The recent news that scientists have finally produced a controlled nuclear fusion reaction that generates a net energy gain was greeted with substantial skepticism, but also a great deal of excitement. Some of the hype was a bit over the top, heralding the achievement at Lawrence Livermore Labs as a sign that a fossil-fuel free world is just around the corner.
For much of our lives, nuclear fusion has been considered the holy grail of clean energy, because it would create virtually unlimited energy supplies, with no carbon emissions and no long-term radioactive waste. I am not a scientist, so most of the technical explanation is a foreign language to me. In general terms, nuclear power plants are reactors that use energy from uranium to split atoms, which releases massive amounts of energy that is used to heat steam and generate electricity. That atom-splitting is nuclear “fission.” Such plants do not burn fossil fuels so they do not emit carbon into the air. But they do leave behind radioactive waste that can last thousands of years, is difficult to store safely, and has long been a political stumbling block to expansion of nuclear power.
Nuclear “fusion,” rather than splitting atoms, combines them, literally fuses them together, and it releases many times more energy than fission. Fusion is the energy which powers the sun and the stars, and it requires heat that intense to fuse the nuclei together.

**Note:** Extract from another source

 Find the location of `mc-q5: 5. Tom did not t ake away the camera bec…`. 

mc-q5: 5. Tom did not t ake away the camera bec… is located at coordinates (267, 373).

Fusion has been artificially achieved in laboratories before, but creating that kind of heat uses much more energy than it generates, so it has always been more of a dream than a realistic option. Still, governments and foundations have spent hundreds of millions on research and the equation may be changing. The Lawrence Livermore team has apparently achieved a technological breakthrough that resulted in a net gain of energy for the first time from fusion.

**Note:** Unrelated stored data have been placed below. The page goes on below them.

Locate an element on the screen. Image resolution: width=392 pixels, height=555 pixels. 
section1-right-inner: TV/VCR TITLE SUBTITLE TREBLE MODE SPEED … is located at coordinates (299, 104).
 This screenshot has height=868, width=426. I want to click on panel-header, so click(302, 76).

Predictably, since the government owns the lab in question, officials were quick to suggest that this will require massive funding increases to figure out how to scale the technology to today’s consumer needs. And skeptics like the Wall Street Journal editors were equally quick to warn that any commercial use of fusion technology is still decades away.
I always think the prospects for new energy sources are exciting, but the reality is that however promising they may be, every new alternative invariably encounters resistance and opposition. There will always be a corps of activists who flatly oppose all forms of energy, and this will probably be no exception. As soon as they essentially killed the coal industry and forced utilities to switch to natural gas, the attack on fracking and other means of producing natural gas began, including opposition to exporting liquid natural gas (which could wean Europe from dependance on Russia). No sooner had a massive wind energy industry peppered the country with giant wind farms than opponents began trashing that technology, which kills birds, consumes lots of minerals, and creates noise issues. Solar panels now attract opposition, from neighbors who find them unsightly to activists against mining the minerals from which they are made.
There are naysayers everywhere, and probably always will be. I was excited when a company called WaveGen built a 300 kilowatt plant on the west coast of Scotland in 2000, the world’s first grid connected commercial scale facility to generate electricity from shoreline waves. With a remarkably small footprint, it used a water column with turbines that generated power when waves raised and lowered the column thousands of times every day. It proved profitable on a commercial level, but local opposition prompted the owners to shut it down by 2013 and the technology has been all but abandoned. I have also thought the potential is huge for tidal power, the efficiency of which France has demonstrated at the Rance Estuary station for over 50 years. Yet any use of the power of oceans also faces stiff opposition from people concerned about wildlife and other side effects. There is similar opposition to biomass, geothermal, and virtually every other source of energy.
Do not be deluded, though, into thinking all this opposition stems from genuine concern about the environment. Some of it does, of course. But we should be honest enough to admit that there are also people opposed to any growth in energy because it might lead to the growth of population, a higher standard of living, more manufacturing, production, and especially consumption.
For generations, Americans have been told that they are running out of oil and gas and a crisis is coming. In 1920 the U.S. Geological Survey estimated that America had only 12 years of reserves, and new discoveries were diminishing. By the end of the 1920’s the Federal Oil Conservation Board, concerned about the largest year of auto sales yet, announced the impending danger that the country would run out of oil in the near future because of the new mania for cars. American oil production is roughly 20 times higher today than in 1920 and the reserves are hundreds of times greater.
We now know there is more natural gas in Pennsylvania’s Marcellus shale than the government once thought existed in the whole country. We’re not running out of energy and we never will. That’s because Americans continuously find more, develop new ways to get to existing sources, and discover new ones. That is the result of a different kind of fusion – one that combines the power of free people to think and create, and to reap the rewards of their labors.
My friend Craig Rucker, president of the Committee for a Constructive Tomorrow, writes that it’s OK to be sober about the scientific and engineering challenges facing the development of nuclear fusion technology, though we can guardedly say it has the potential to change everything. So rather than over-hyping the achievement, or being overly pessimistic, as Craig says simply and rightly, “Let’s do the science and find out.”